2 SLIDE 2 ROOFTOP PV AND AEMO Rooftop PV masks household and business demand. Impacts energy and Maximum Demand (MD) MD. Rooftop PV generation is now included in forecasts for electricity demand. o Separate rooftop PV from demand history. o Include as a separate item in forecasts.

3 SLIDE 3 ROOFTOP PV INFO PAPER 2012 Published on AEMO’s website: http://www.aemo.com.au/en/Electricity/Forecasting/2012-Information-Papers

4 SLIDE 4 PROCESS OVERVIEW

5 SLIDE 5 HISTORICAL CAPACITY There is no perfect data source for installed capacity. Requested from all 13 DBs in the NEM. Monthly from 2008. Filled in data holes. ORER Higher than DB data in early period. Time lags are inherent.

6 SLIDE 6 HISTORICAL CAPACITY - NEM

7 SLIDE 7 INTERESTING SOLAR INSTALL NO. 1

8 SLIDE 8 SUNLIGHT Actual monthly sunlight intensity data from BOM

9 SLIDE 9 HISTORICAL GENERATION - MODEL Initial model is simple. Capital city proxy for region Annual generation from CEC consumer guide o kWh expected from a 1 kW system, daily avg. over a year

10 SLIDE 10 HISTORICAL GENERATION - MODEL Monthly % splits from “pvwatts” engine o Draws on its own climate data o Assume north orientation, tilt = latitude

11 SLIDE 11 HISTORICAL GENERATION – MODEL VALIDATION Sample rooftop system generation data from pvoutput.org

12 SLIDE 12 INTERESTING SOLAR INSTALL NO. 2

13 SLIDE 13 HISTORICAL GENERATION – MODEL VALIDATION, MELBOURNE

14 SLIDE 14 INSTALLED CAPACITY FORECASTS Forecasts of Rooftop PV growth consider the following drivers: o Electricity price increases o Technology costs for solar o Government subsidies And barriers o Saturation o Network constraints

15 SLIDE 15 SATURATION Assumptions for saturation level: 75% of suitable dwellings have a rooftop PV system Average system size: 3.5 kW Allowance for commercial buildings Study by Entura: City of Port Phillip – 4 kW per dwelling.

16 SLIDE 16 ECONOMIC PAYBACK For individual household installations:

17 SLIDE 17 NEM INSTALLED CAPACITY FORECAST

18 SLIDE 18 NON-AEMO CAPACITY FORECASTS

19 SLIDE 19 INTERESTING SOLAR INSTALLATION 3

20 SLIDE 20 NEM ENERGY – ROOFTOP PV

21 SLIDE 21 VIC ENERGY – ROOFTOP PV

22 SLIDE 22 VIC ENERGY – SCENARIO 3 PLANNING Rooftop PV 2.58% Rooftop PV 5.01%

23 SLIDE 23 VIC MD DAY GENERATION CURVE

24 SLIDE 24 VIC MD FORECAST – ROOFTOP PV 3.14% of total MD 6.79% of total MD

25 SLIDE 25 RECAP: KEY POINTS Rooftop PV offsets energy and MD. Fast-changing area.

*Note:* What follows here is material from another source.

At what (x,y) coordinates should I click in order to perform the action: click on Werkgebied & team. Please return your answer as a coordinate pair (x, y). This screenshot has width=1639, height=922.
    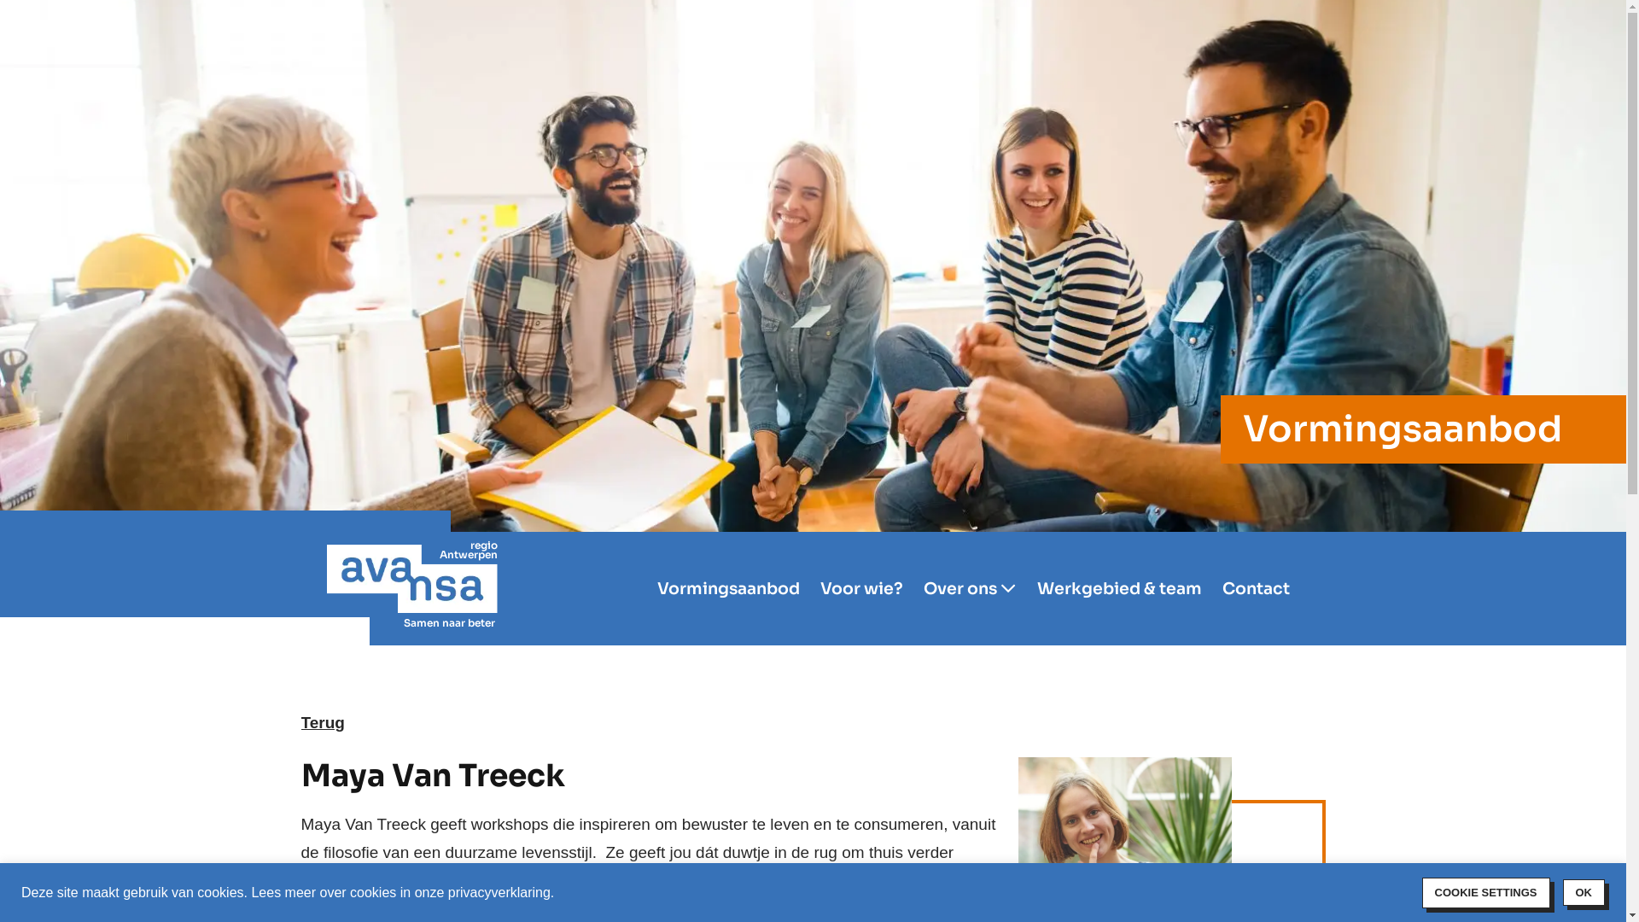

Impacted by government policy. Already significant uptake (1.5 GW in the NEM), and growing (say 12 GW in 2031). Lots of headroom before hitting saturation level. Network constraints are an issue. Potential to align PV generation better with system MD. Room to improve our analysis and understanding, especially for MD. PV now included as a component in AEMO forecasts.